In that context, Eilish’s freedom to speak out represents a kind of progress. It’s symptomatic of the control that she has retained over her career, and its impact on her fans is potentially profound. But being anointed a liberating force in the body-image stakes is its own kind of prison, one that preserves physicality as the ultimate measure of a female star’s worth – and the standard by which they can be undermined. The music industry and the media like to pat themselves on the back for making stars of Eilish and Lizzo, who often joins her in headlines about body positivity, though if these women one day wish to change their physical presentation, they will be accused of betraying fans and squandering their authenticity.
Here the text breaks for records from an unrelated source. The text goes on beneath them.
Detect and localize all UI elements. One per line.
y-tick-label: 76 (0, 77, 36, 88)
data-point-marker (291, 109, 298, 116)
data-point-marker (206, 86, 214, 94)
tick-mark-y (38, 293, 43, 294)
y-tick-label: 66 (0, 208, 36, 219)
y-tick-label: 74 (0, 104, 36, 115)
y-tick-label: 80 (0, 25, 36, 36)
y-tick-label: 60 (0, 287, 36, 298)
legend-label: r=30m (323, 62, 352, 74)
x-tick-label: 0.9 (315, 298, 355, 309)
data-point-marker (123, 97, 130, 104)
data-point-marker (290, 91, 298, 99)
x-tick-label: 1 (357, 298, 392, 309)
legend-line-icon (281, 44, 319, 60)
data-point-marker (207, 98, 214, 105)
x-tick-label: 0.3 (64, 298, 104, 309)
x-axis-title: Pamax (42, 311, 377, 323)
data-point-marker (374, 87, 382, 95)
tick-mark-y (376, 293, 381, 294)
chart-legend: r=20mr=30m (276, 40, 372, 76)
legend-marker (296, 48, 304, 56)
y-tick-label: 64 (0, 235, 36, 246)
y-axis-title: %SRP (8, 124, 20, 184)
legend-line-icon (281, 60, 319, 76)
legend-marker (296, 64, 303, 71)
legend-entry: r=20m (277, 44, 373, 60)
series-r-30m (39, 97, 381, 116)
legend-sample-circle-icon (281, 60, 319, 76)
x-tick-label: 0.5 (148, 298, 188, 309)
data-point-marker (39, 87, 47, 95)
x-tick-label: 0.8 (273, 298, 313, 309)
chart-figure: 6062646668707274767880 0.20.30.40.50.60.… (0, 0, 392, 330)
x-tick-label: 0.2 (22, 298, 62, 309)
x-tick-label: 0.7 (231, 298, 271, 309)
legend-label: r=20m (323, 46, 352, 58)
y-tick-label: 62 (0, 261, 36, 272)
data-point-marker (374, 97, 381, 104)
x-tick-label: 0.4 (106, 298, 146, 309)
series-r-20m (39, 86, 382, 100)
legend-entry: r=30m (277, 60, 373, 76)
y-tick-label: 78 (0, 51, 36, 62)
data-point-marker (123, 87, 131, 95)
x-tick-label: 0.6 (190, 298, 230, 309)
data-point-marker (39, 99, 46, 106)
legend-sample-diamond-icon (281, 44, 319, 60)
It is a minority of female musicians who are permitted this limiting form of freedom in the first place. Beyond Eilish and Lizzo’s presence at this year’s Brit awards, the photos from the red carpet looked like scenes from 2002: female musicians and influencers bearing aggressively toned abs, low-slung sparkly pants, dresses with gaping cutaways to highlight those effects. The media may praise Taylor Swift for speaking out about the disordered eating that she experienced until a few years ago, but it still perpetuates the standards that mean record labels will subject young, female pop stars to the punishing diets and exercise routines that Swift has described from her past. Female musicians who gain weight rarely return to the prime of their careers. Dua Lipa’s new video features an exercise routine. The narrative around Adele’s fourth album, due later this year, is already centred on her recent weight loss.
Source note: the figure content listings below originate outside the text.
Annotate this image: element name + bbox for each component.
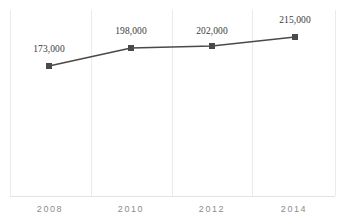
x-tick-label-2008: 2008 bbox=[37, 204, 63, 214]
data-label-2012: 202,000 bbox=[196, 26, 228, 36]
x-tick-label-2014: 2014 bbox=[281, 204, 307, 214]
data-label-2014: 215,000 bbox=[279, 15, 311, 25]
data-point-marker-2010 bbox=[128, 45, 134, 51]
data-label-2010: 198,000 bbox=[115, 26, 147, 36]
data-point-marker-2012 bbox=[209, 43, 215, 49]
data-point-marker-2008 bbox=[46, 63, 52, 69]
chart-plot-area bbox=[0, 0, 343, 220]
x-tick-label-2012: 2012 bbox=[199, 204, 225, 214]
x-tick-label-2010: 2010 bbox=[118, 204, 144, 214]
data-label-2008: 173,000 bbox=[33, 44, 65, 54]
line-chart: 173,000198,000202,000215,000 20082010201… bbox=[0, 0, 343, 220]
data-point-marker-2014 bbox=[292, 34, 298, 40]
Ever since the pianist Clara Schumann proved herself a concert virtuoso, female artists have had their creative worth tied to their physicality. The standards are so punishing and contradictory that it is hard not to suspect that they are purposefully engineered that way, to guarantee obsolescence as they succumb to human fallibility, thus clearing the decks to wave in a new phalanx of young bodies to ogle. As long as the industries that depend on its exploitation continue to exist, and new generations of onlookers are trained in envy and contempt for those bodies, this won’t change.

As the industry races to replicate Eilish’s success and the media hungers for more young girls to compel views, you’d hope they would heed how this treatment has evidently affected her and ensure that no young female star is ever again subject to these vicious standards. As if.